The feudal man was athirst for independence,

his relations with his overlord being determined by

free contract; moreover, by a kind of contagion,

the desire for a similar independence spread to the

townspeople and to the rustic population. This

natural disposition took on a Christian tone by vir-

tue of the Church teaching concerning the value of

the individual life, — the individual soul bought at a

price. It was according to this humanitarian prin-

ciple that Peter the Venerable called the serfs his

brothers and sisters.^*

Roman civil law and canon law and feudal law^ —

the three Tbrms of jurisprudence which developed

so rapidly from the eleventh century onward — had

come to remarkable agreement regarding the ex-

istence of natural right; and in the name of this

right, based on human nature, they had proclaimed

the equality of all men. With this beginning, they

came to regard all differences of rank as conven-

tional; and slavery and serfdom were declared to

be contrary to natural law. If, however, the three

forms of law recognized the legitimacy of serfdom,

14 See above, p. 26,

5Q PHILOSOPHY AND CIVILIZATION

it was because of the special conditions of the time.

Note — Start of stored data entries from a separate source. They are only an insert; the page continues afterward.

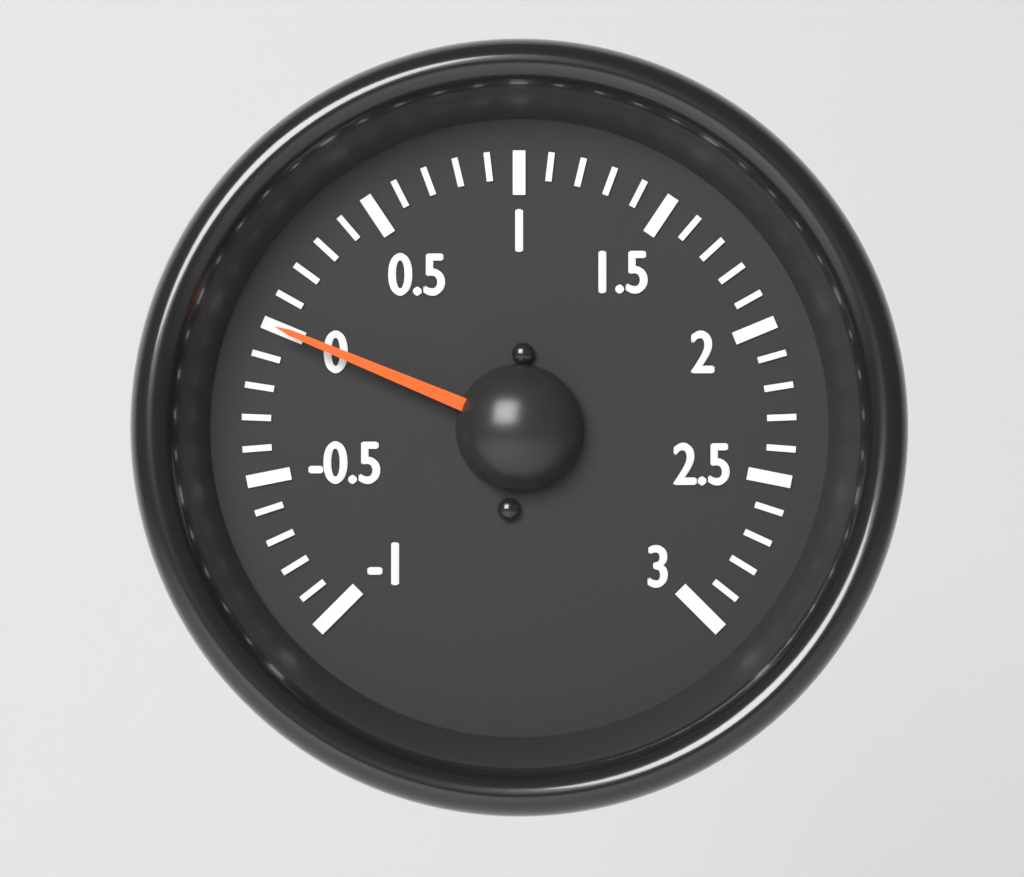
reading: 0.0 (no unit)
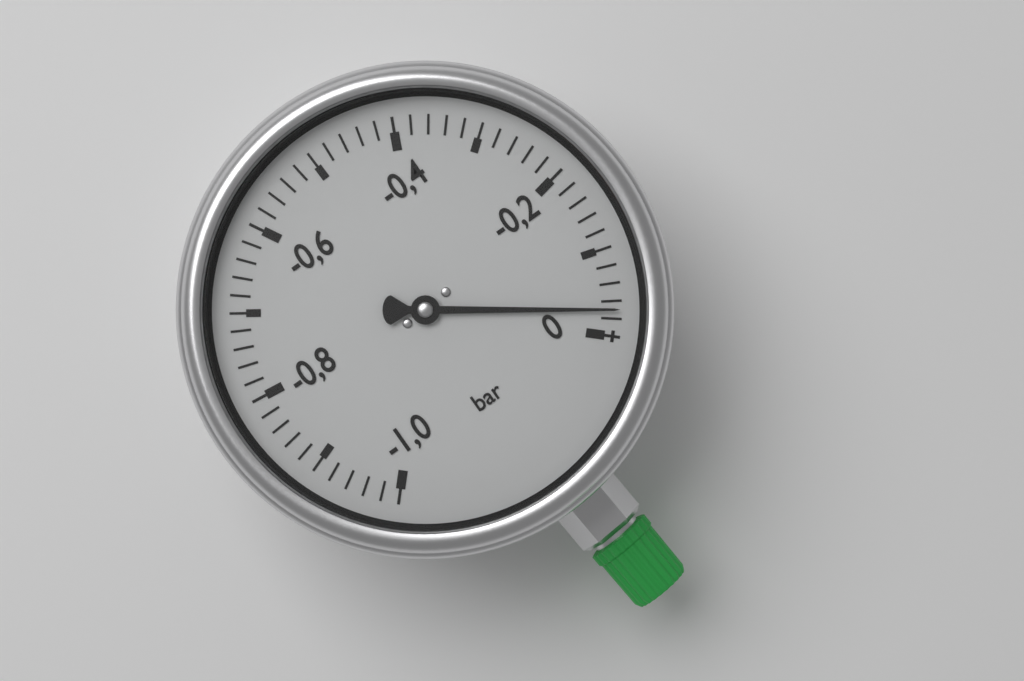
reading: -0.03 bar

Serfdom was considered a social necessity. Under

the influence of Christianity, all three systems of

law sought to mitigate serfdom; and this was espe-

cially true of the civil lawyers and the canonists,

who put into effect a series of measures for the

benefit of the serf, which guaranteed the indissolu-

bility of his marriage, assured him his right of

sanctuarj^ encouraged his emancipation, and pre-

scribed rules in regard to his ordination and his

entry into a monastery. These ideas made head-

way, — slow, to be sure, but steady — toward that

state of society wherein the serf could be set free

with the liberty which is due all human beings. ^^

Now the scholastic philosophy of the twelfth

century based these juridical declarations upon

metaphysical f oimdations ; and they came, after the

many centuries of discussion, to this important con-

clusion — a conclusion no longer doubted — that the

only existing reality is individual reality. Indi-

viduals alone exist; and only individuals ever could

exist. The thesis was general in its application.

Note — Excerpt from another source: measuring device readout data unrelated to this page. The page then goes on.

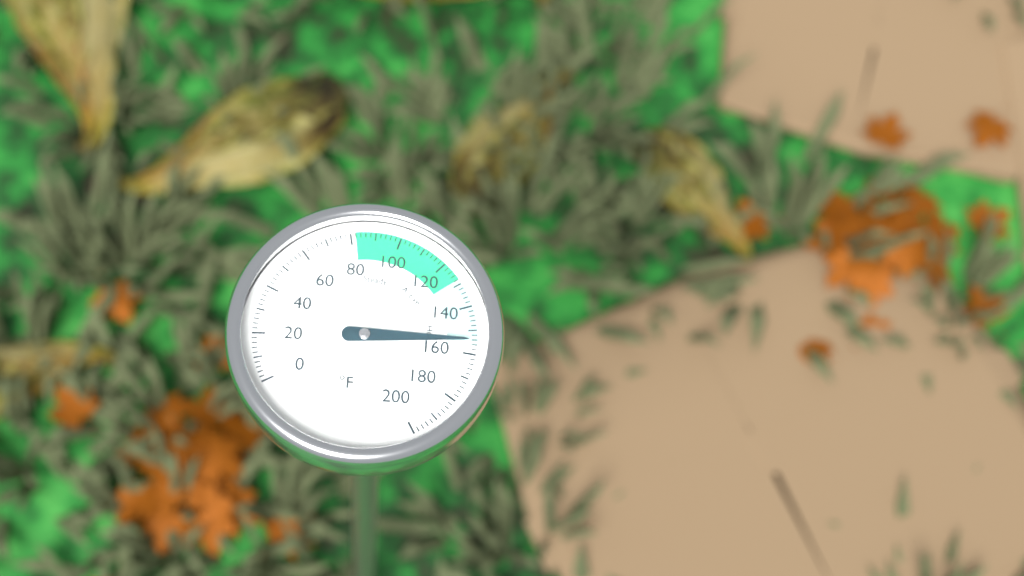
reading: 154 °F
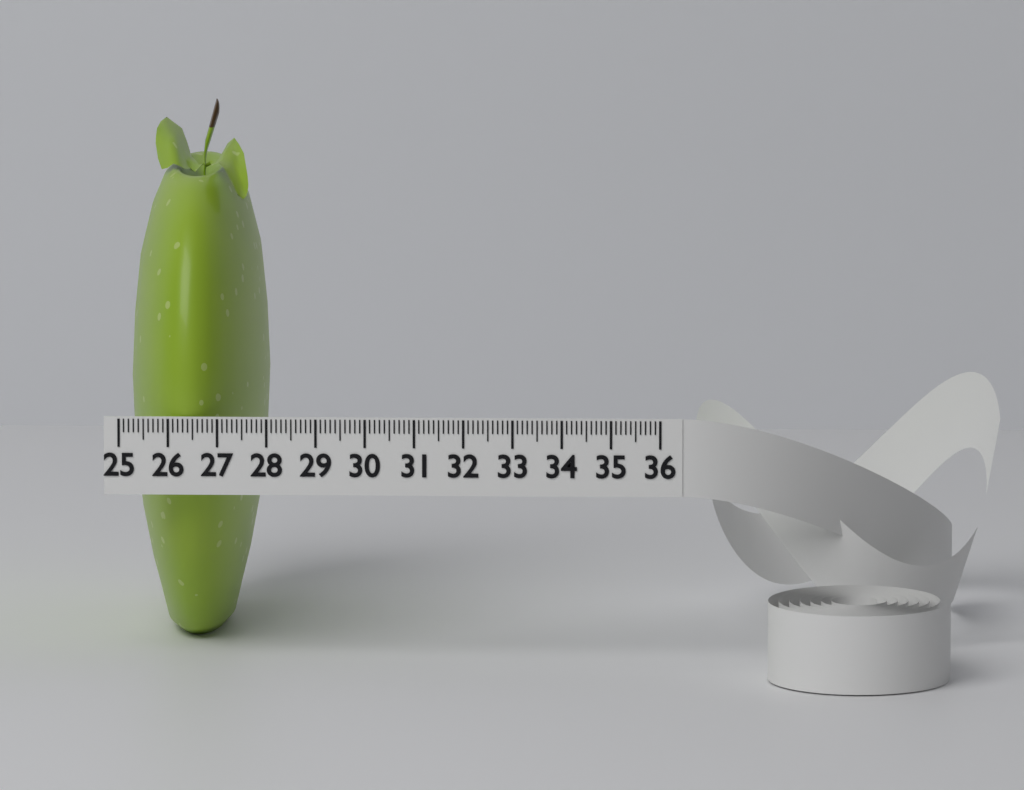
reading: 27.8 (no unit)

Whether man or animal or plant or chemical body

or what not, a being must exist as an individual,

incommunicable, and undivided in itself. Simi-

larly, everything that affects an existing being is

15 For the conceptions of natural right and of serfdom among

the feudal theorists of the eleventh and twelfth centuries, see Carlyle,

A History of Mediaeval Political Theory in the West, vol. Ill, Part

II, ch. I; among the civil lawyers, ibid., vol. II, Part I, ch. IV,*

among the c.inonists, ibid., vol. II, Part II, ch. V.